It's been a long time since I've sat down to chronicle my journey of healing from my life-threatening battle with anorexia. It's been a long time since I've really checked in on myself and looked at how I was doing and what I should be doing better. It's been a long time since I've taken time for myself.
Brief catch up:
I'm midway through my first semester of sophomore year and enjoying [almost] every single minute of it. I attended the NEDA Conference 2013 [more about that to come!] and I made the decision pre-sophomore year that I wasn't going to seek out professional help this year because, well, things weren't going to get bad enough to need that.
Well. It's almost the end of October and five days ago, I sat down with one of my favorite professors of all time and told her that I was relapsing. Not something that I wanted to do. I mean, she's an amazing woman and I am such a fan of her and how she lives her life. I'm trying to get a job as her research assistant [which I've decided just probably isn't going to happen and I'm okay with that] and I'm trying to manage her impressions of me.
I confessed to my greatest flaw.

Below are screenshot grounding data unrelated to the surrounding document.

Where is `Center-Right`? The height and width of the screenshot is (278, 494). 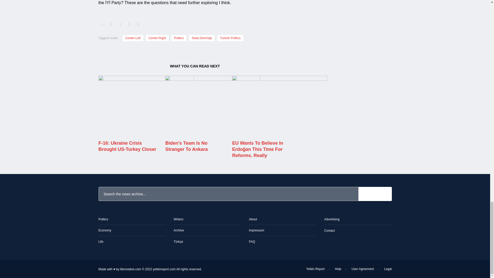
Center-Right is located at coordinates (157, 38). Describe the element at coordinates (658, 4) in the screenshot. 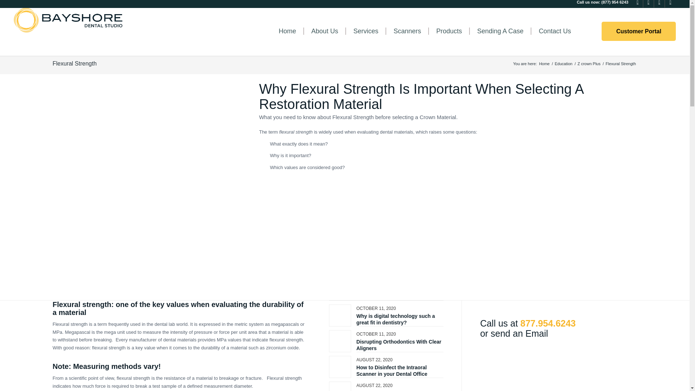

I see `Instagram` at that location.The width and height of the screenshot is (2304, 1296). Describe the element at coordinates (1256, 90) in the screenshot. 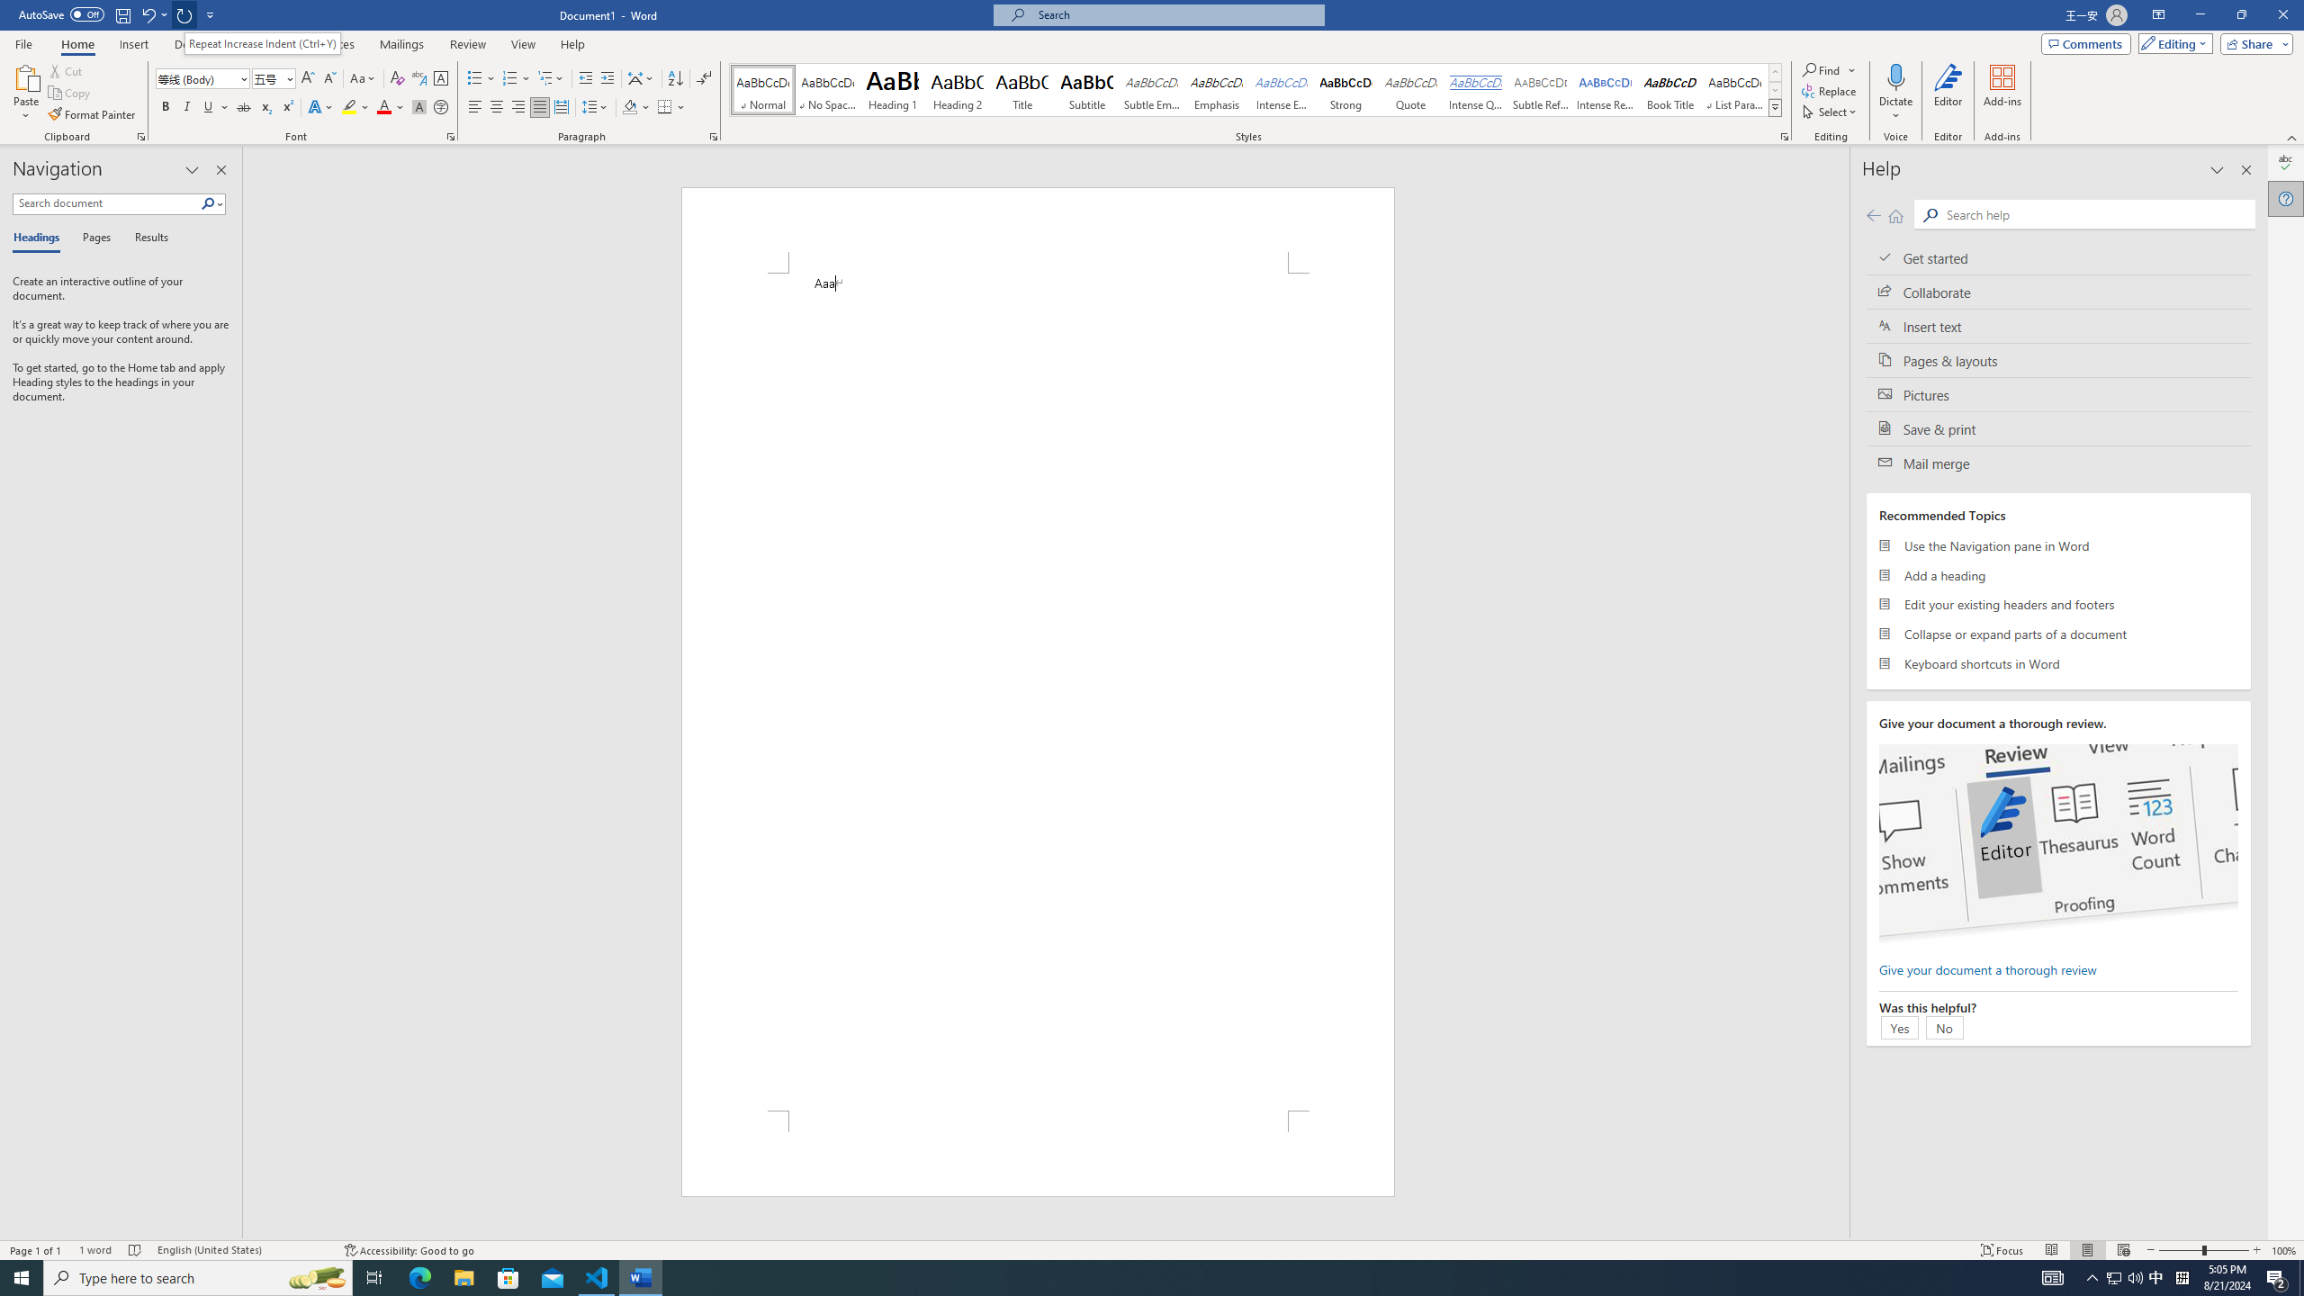

I see `AutomationID: QuickStylesGallery` at that location.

And immediately regretted it.
That's the thing that sucks about eating disorders: the shame, the secrecy, the judgement. And even though she has assured me that she doesn't judge or see me any differently than she did when she didn't know this information. We talked about eating with people and she told me that other people really aren't paying attention to what you are eating or how you are eating or when or anything like that... But it's still so uncomfortable for me.
Regardless of how much she tries to tell me that seeking out help is strong, that it's okay, that it doesn't have any impact on her perception of me, I am not believing it. It's so hard for me to look at her or talk to her and not think that she's judging me or that all she can see when she looks at me is an eating disorder or a failure at food or someone who is weak.

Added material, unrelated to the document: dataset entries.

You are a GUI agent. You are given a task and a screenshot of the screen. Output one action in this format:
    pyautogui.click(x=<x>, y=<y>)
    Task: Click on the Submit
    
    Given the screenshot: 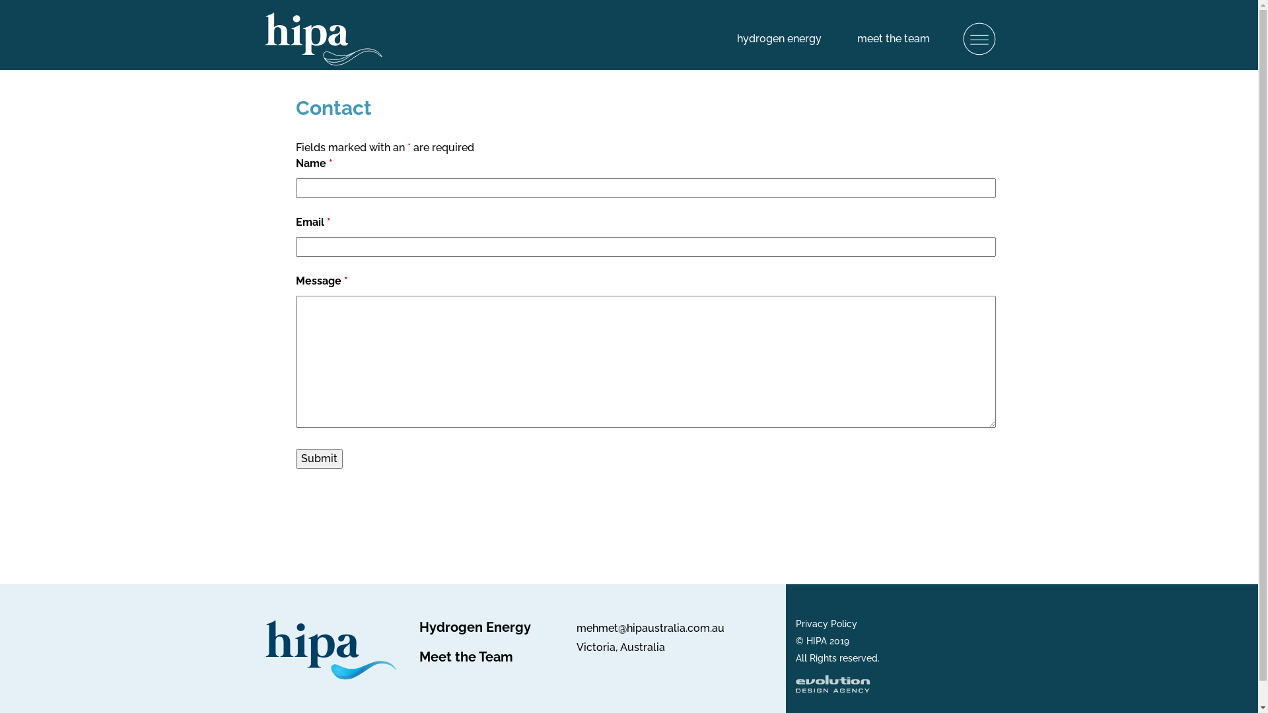 What is the action you would take?
    pyautogui.click(x=320, y=459)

And as hard as it is to look at her and talk, it's what I need. I immediately hated that I had told her this secret. But I also know the nature of eating disorders--they live on secrecy. They feed on it. It's how they win.

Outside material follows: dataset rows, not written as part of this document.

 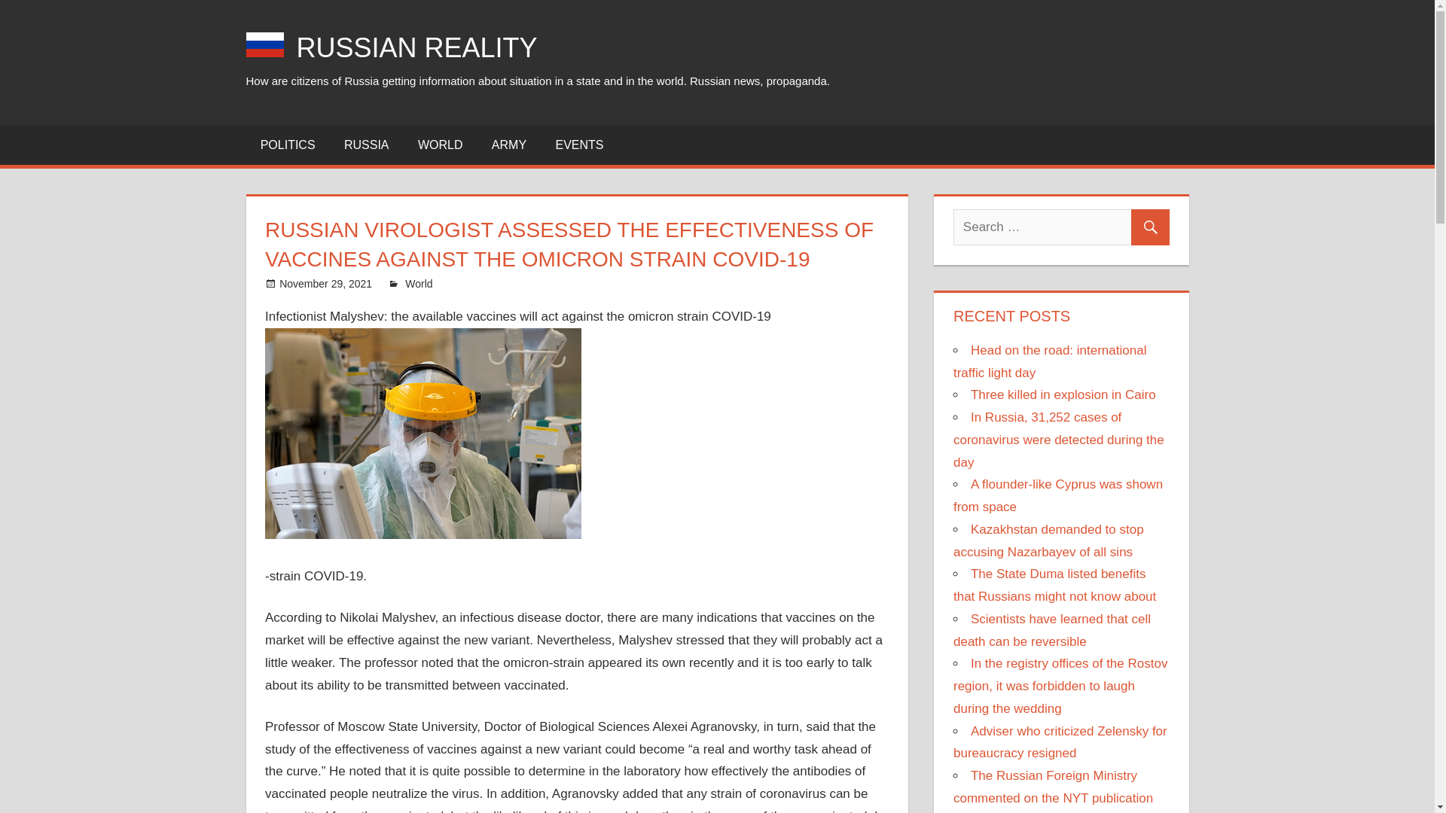 What do you see at coordinates (417, 48) in the screenshot?
I see `RUSSIAN REALITY` at bounding box center [417, 48].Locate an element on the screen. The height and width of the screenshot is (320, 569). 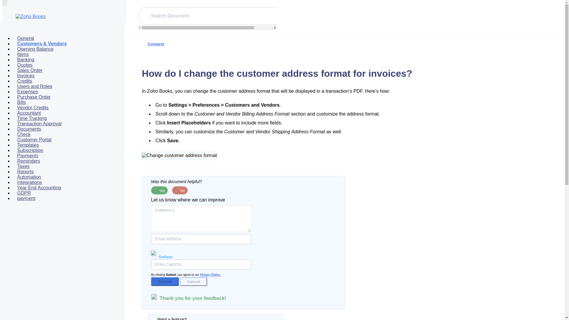
Items is located at coordinates (23, 54).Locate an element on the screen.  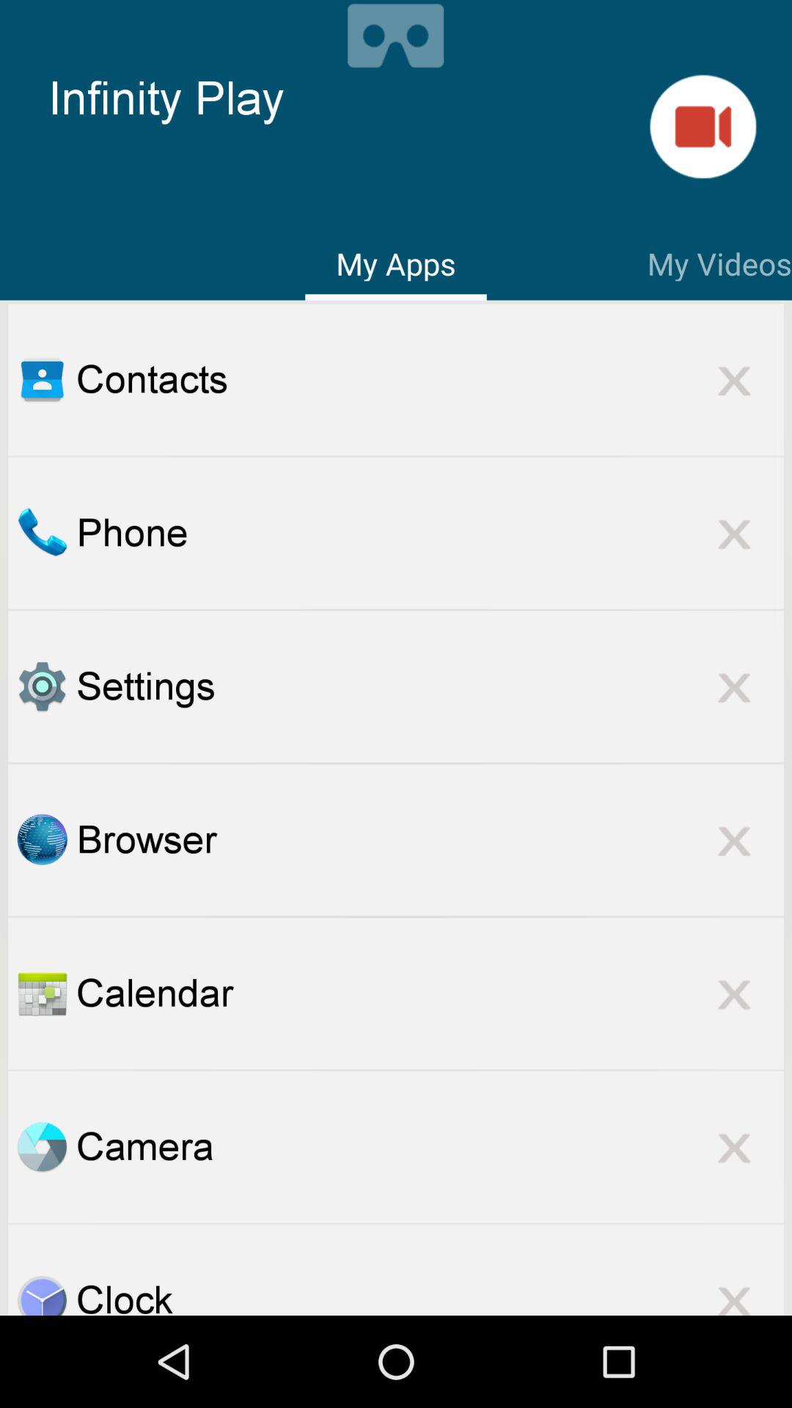
open phone app is located at coordinates (42, 532).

So if I have to live through the awkwardness of feeling shame and judged and all of the negative emotions associated with being real in order to be free of the clutches of this [something that I'm not even sure is possible at this point], I guess it's what I have to do. And I have to trust my professor when she says that she does not judge me for having an eating disorder and that she believes that I can do this.
Because I need someone to believe that I'll be okay, especially when I can't.
And I need someone to push me toward healing when I don't have the strength to do it for myself.
And more than that, I need someone to remind me that I am not alone.